For a study, researchers sought to assess postpartum hospitalization length of stay (LOS) and hospital readmission rates in obstetric patients before (March 2017–February 2020; pre-pandemic) and during the coronavirus disease 2019 (COVID-19) pandemic (March 2020–February 2021). They performed a retrospective cohort analysis on obstetric patients who delivered between March 1, 2017, and February 28, 2021, at 20–44 weeks of gestation and were released within 7 days of delivery, utilizing Epic Systems’ Cosmos research platform. The primary objective was a short postpartum hospitalization length of stay (< 2 midnights for vaginal deliveries and < 3 midnights for cesarean births), and the secondary outcome was hospital readmission within 6 weeks of postpartum hospitalization discharge. Using standardized differences and Bayesian logistic mixed-effects models, researchers examined outcomes before and during the epidemic across all newborns and stratified by the method of delivery.
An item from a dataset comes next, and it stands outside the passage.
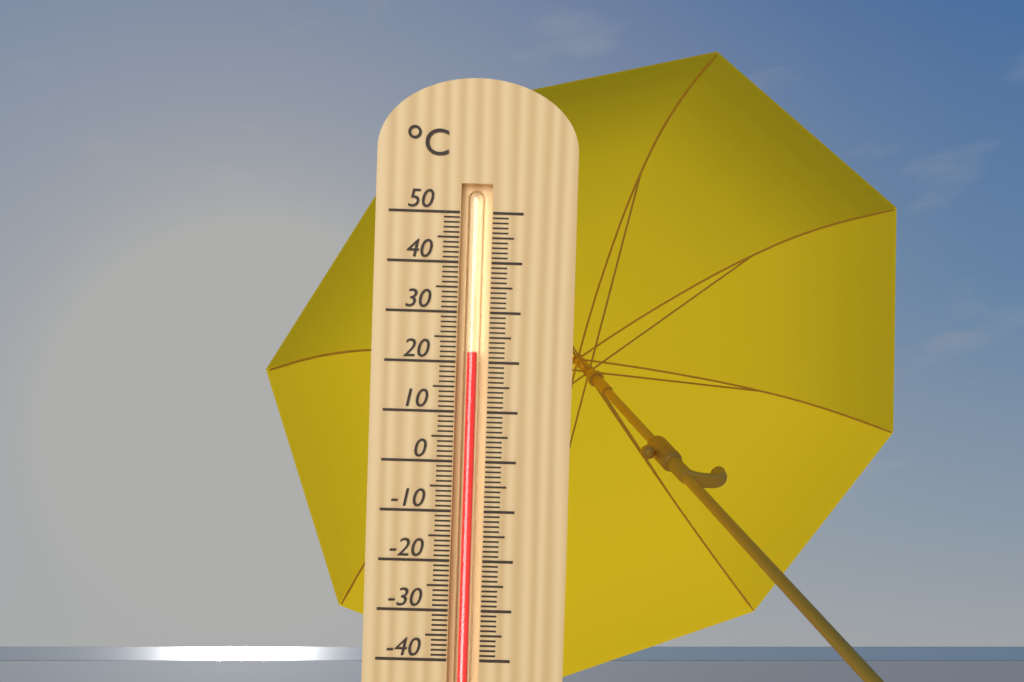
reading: 22 °C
About 742,113 (74.6%) of the 994,268 obstetric patients in the research group delivered before the COVID-19 pandemic, whereas 252,155 (25.4%) delivered during the pandemic. The percentage of short postpartum hospitalizations increased in all births (28.7–44.5%), vaginal births (25.4–39.5%), and cesarean births (35.3–55.1%) during the COVID-19 pandemic, which was consistent with the adjusted analysis (all births: aOR 2.35, 99% credible interval 2.32–2.39; vaginal births: aOR 2.14, 99% credible interval 2.11–2.18; cesarean birth Despite the fact that short postpartum hospitalizations were more common during the COVID-19 pandemic, there was no difference in readmission in unadjusted (1.4% vs 1.6%, standardized difference=0.009) or adjusted (aOR 1.02, 99% credible interval 0.97–1.08) analyses for all births or when stratified by mode of delivery.
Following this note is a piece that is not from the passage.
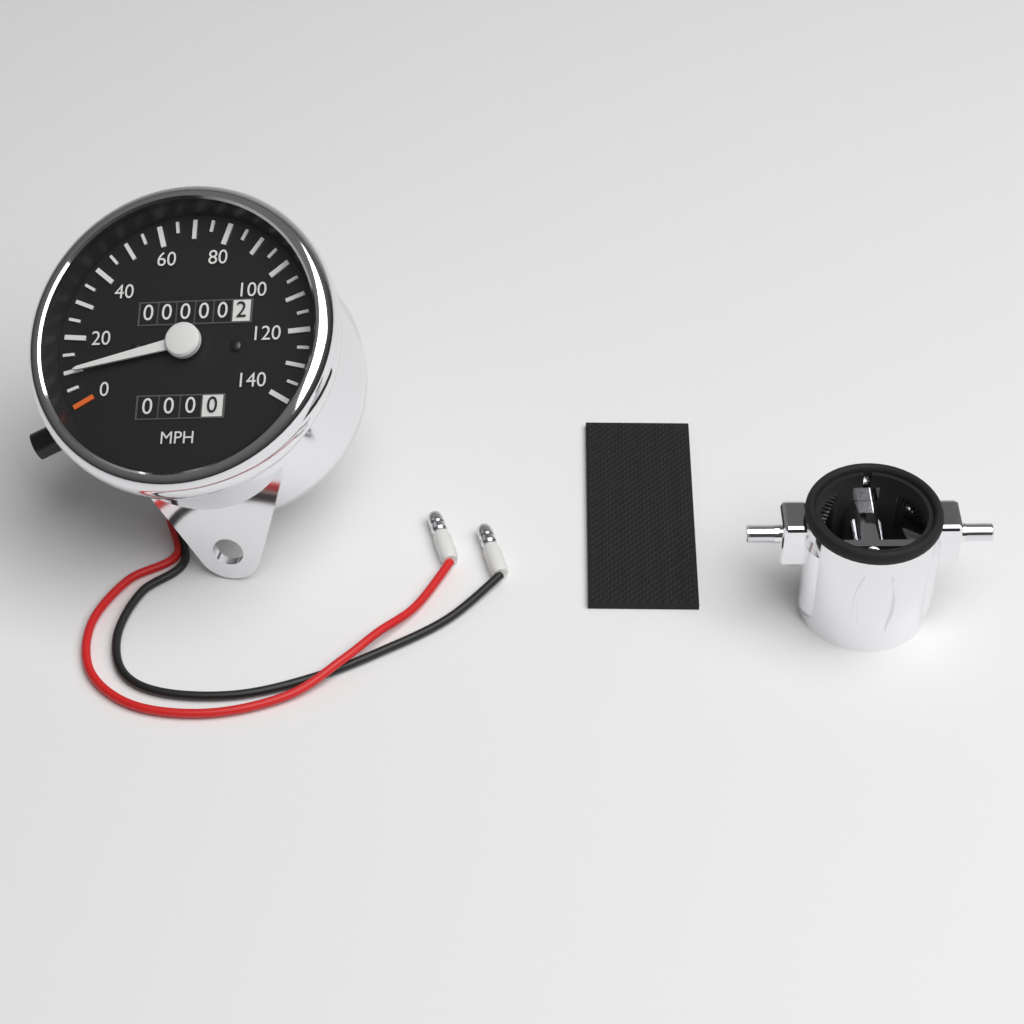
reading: 10 MPH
A brief postpartum hospitalization LOS was considerably higher for obstetric patients during the COVID-19 pandemic, with no difference in hospital readmissions within 6 weeks of postpartum inpatient release. The COVID-19 pandemic generated a natural experiment, indicating that shorter postpartum hospitalization may be feasible for individuals who self-identify or are identified by a health care expert as being appropriate for discharge.